Australian technology news, reviews, and guides to help you
Australian technology news, reviews, and guides to help you
Using a smartphone

Vodafone adds passes for mobile media (with a catch)

Our mobiles are used for more than just phone calls these days, and if you’re a Vodafone customer, you’ll be able to account for some of the extra media in your life with a flat rate. Kinda.

If you happen to use your phone to listen to a lot of music or watch lots of video, you may be eating your data more than you’d otherwise like. While the likes of social media and chat can incur little amounts of data, services like music and video all add up, taking away from your monthly data cap.

It’s a problem that can hit any modern mobile user, and one Vodafone has been looking at, with the telco arriving on a solution for its customers: flat rates to deal with the services.

This week, Vodafone is introducing passes starting from $5 monthly to make services unlimited, meaning they won’t impact your regular plan’s data caps.

“The beauty of the Vodafone global network is that our customers in Australia enjoy the benefit of products and services that have been tried and tested in other markets around the world,” said Ben McIntosh, Chief Commercial Officer for Vodafone in Australia.

Social networking apps on a smartphone
Select social networking apps will be provided with unlimited access capped at a maximum speed for a monthly price on Vodafone.

The newly introduced passes will work across social media services, chat services, music services, and video services, with the chat option costing $5 per month, the social and music hitting $10 per month, while video’s unlimited availability is $15 per month extra from what you may already pay to Vodafone, though they come with come catches.

For instance, while the $5 “Chat” pass handles Facebook Messenger, Viber, and WhatsApp, it’s distinct from the “Social” pass, which allows unmetered streaming in Facebook, Instagram, Twitter, and Pinterest for $10 monthly.

The passes will also cap speeds at 1.5Mbps, making them very, very similar to the unlimited plans Vodafone started offering in May.

That may not necessarily provide the best performance for people on the Vodafone’s “Video” pass, which includes Netflix, Amazon Prime, and Stan for $15 per month, likely providing more than enough for standard definition video, though not necessarily at the highest quality a phone or tablet will allow.

Things get a little weird with Vodafone’s “Music” pass, which at $10 monthly, provides unmetered access to Amazon Music, Spotify, Tidal, Deezer, and Soundcloud, but not to rival services Apple Music, iHeartRadio or Google Play Music. Likewise, the video pass lacks YouTube, one of the services we’d expect to see in there.

Vodafone told Pickr that while it has “launched with the existing partners that Vodafone Passes has around the world”, over time it was “open to partnering with more content providers”.

That means that Vodafone could see services like Apple Music — which is available unmetered on Telstra — see unmetered access on Vodafone in the near future, while Google Play Music and iHeartRadio — which are currently unmetered on Optus — may see inclusion later on as well.

While numerous services are provided in Vodafone’s Music pass, Google Play Music is not one of them.

And it also may not, though at the capped speed of 1.5Mbps, we’re not sure if Vodafone’s additions are as generous as the passes suggest. For instance, the passes can’t be shared between devices, meaning if you have more than one SIM in your account — one for a phone and one for a tablet — the unmetered access will only work for one device, likely the phone.

In essence, they seem to be providing that burst of Vodafone’s take on what constitutes unlimited access provided as an extra for plans not high enough to be included in the unlimited options.

There’s also that question of download amounts being relevant. While the data always adds up, data will be larger from audio and video, but less so from the likes of social and chat.

That means the $10 and $15 passes for Music and Video options on Vodafone may be justified, but Chat and Social for $5 and $10 extra probably less so. Essentially, you’d have to be doing a lot of social media to make that $10 monthly pass worth its while.

But the options are available this week, and if you do a lot of chatting, social, music streaming or video, and you have no intentions of switching to an unlimited plan, these might be worth checking out, though we’d look at your needs before deciding bang on that these were for you.

If Tidal ever includes 24-bit streaming in its mobile app (it didn’t at the time we reviewed it), it could make the $10 Music pass worthwhile on Vodafone. Those high-def streams aren’t small.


* TASK TO CARRY OUT: What is needed is an exact transcription of every entry below, with the pictures left out.

* MATERIAL SUPPLIED:
·····
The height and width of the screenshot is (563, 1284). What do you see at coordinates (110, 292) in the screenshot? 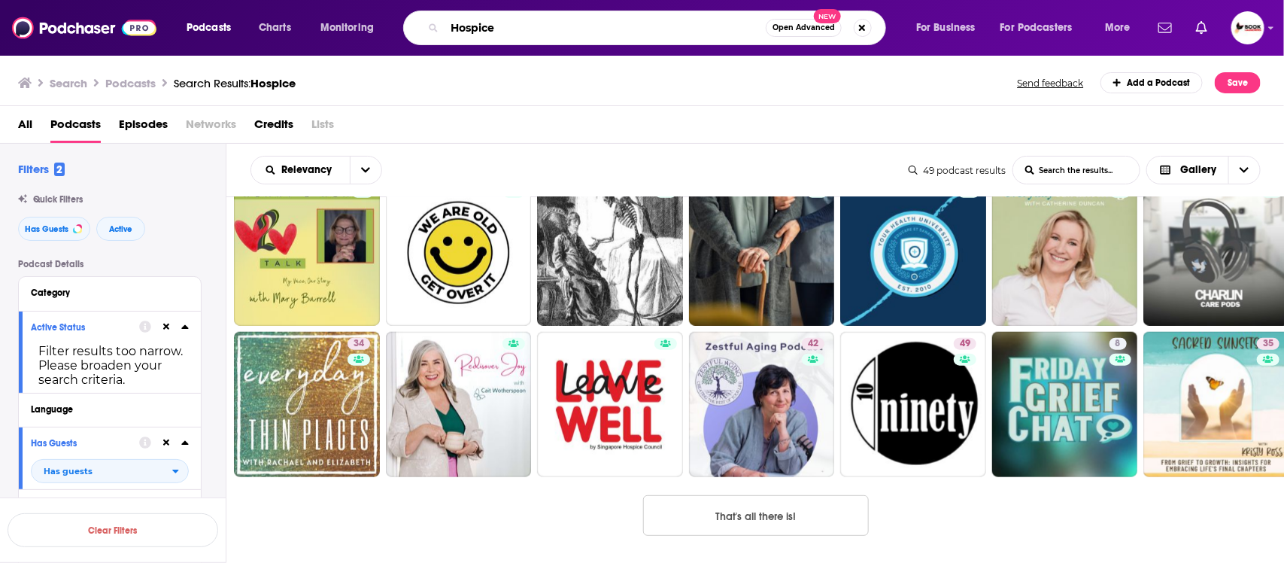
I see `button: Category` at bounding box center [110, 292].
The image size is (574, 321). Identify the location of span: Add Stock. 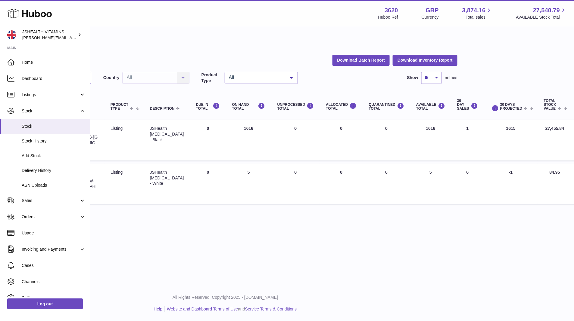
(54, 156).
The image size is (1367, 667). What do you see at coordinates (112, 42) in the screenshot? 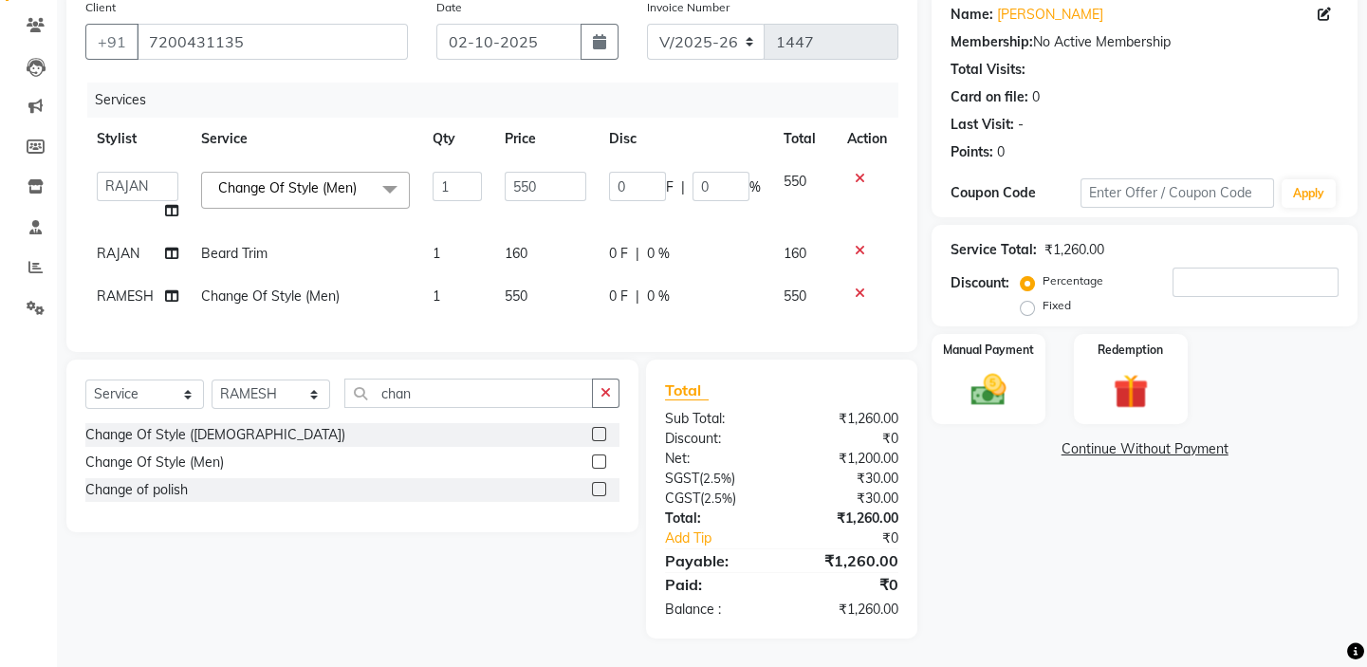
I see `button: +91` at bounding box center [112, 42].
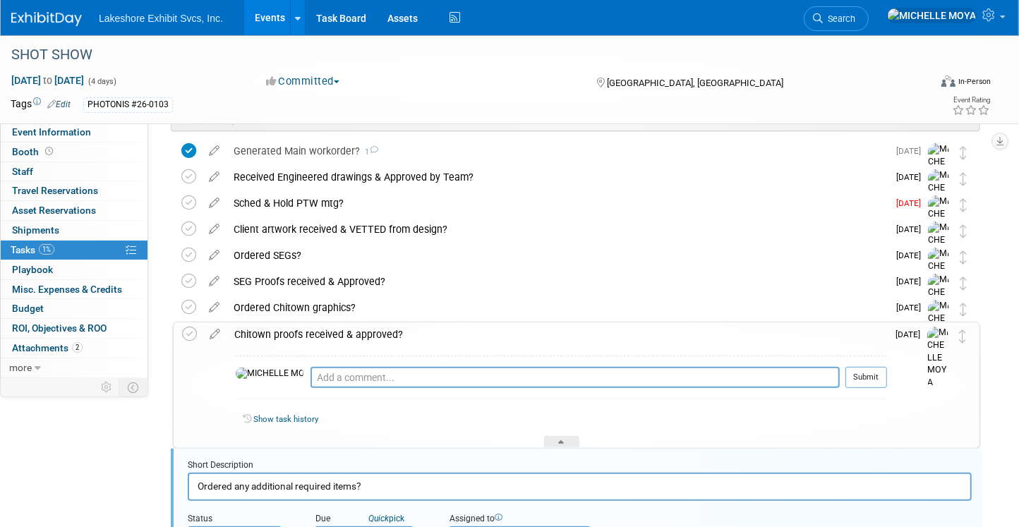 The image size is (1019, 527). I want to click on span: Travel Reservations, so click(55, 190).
·····
* SOLVED EXERCISE:
The height and width of the screenshot is (563, 1284). What do you see at coordinates (110, 292) in the screenshot? 
I see `button: Category` at bounding box center [110, 292].
The image size is (574, 321). Identify the location of span: Add Stock. 
(54, 156).
The image size is (1367, 667). What do you see at coordinates (112, 42) in the screenshot? 
I see `button: +91` at bounding box center [112, 42].
 The image size is (1019, 527). I want to click on span: Travel Reservations, so click(55, 190).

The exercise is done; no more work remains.